The Weather Eye was a trade name for a Nash Motors-designed fresh-air system for automobile passenger compartment heating, cooling, and ventilating. The Nash "All-Weather Eye" was the first automobile air conditioning system for the mass market. The use of the Weather Eye name for automobile passenger heating and air conditioning systems continued in American Motors (AMC) vehicles.

The design principles of the Nash Weather Eye system are now in use by nearly every motor vehicle.

In 1938, Nash Motors developed the first automobile heater warmed by hot engine cooling water, and using fresh air. This "Conditioned Air System" is characterized by a cowl-mounted outside air receiver that passes fresh air through a heater core utilizing hot engine coolant for a heat source. The Nash system also pioneered the use of slight pressurization within the passenger compartment to eliminate the infiltration of cold outside air during winter use. This was a fan-boosted filtered ventilation and heating for the passengers, not the modern meaning of an "air conditioning" system. Nash was also the first automobile to make use of a disposable filter in the air-intake to clean incoming air.

The Nash system was a major advancement compared to what was used up to that time: heating by recirculating the air inside the car.

A concurrent development, the Evanair-Conditioner was offered by Hupmobile on their 1938 and 1939 model cars.

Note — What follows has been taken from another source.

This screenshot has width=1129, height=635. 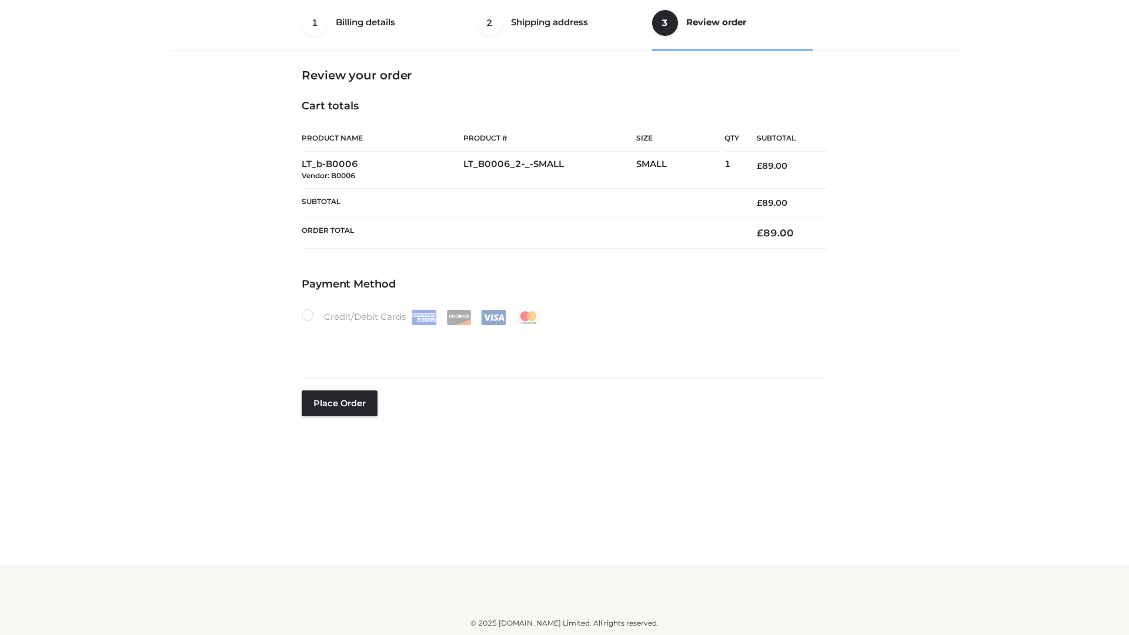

In 1939, Nash added a thermostat to its system, making it the first thermostatic automobile climate control system. The Weather Eye "was the first truly good heating and ventilating system." Additionally, defoggers (defrosters) were incorporated with the introduction of the 3900 series cars that year. The Nash HVAC system was designed by Nils Eric Wahlberg and it continues to be the basis for use in modern automobiles. Nash included the first automatic temperature control for the airside of the heating system with the thermostat sensing the temperatures of the incoming outside air, the heater's discharge, and interior of the car; so that a change in any of these three air temperatures resulted an automatic adjustment to maintain passenger comfort. Nash's Conditioned Air System heater was now marketed as the "Weather Eye" and consumer sales literature explained that the thermostat's "mechanical eye" watched the weather, hence the name.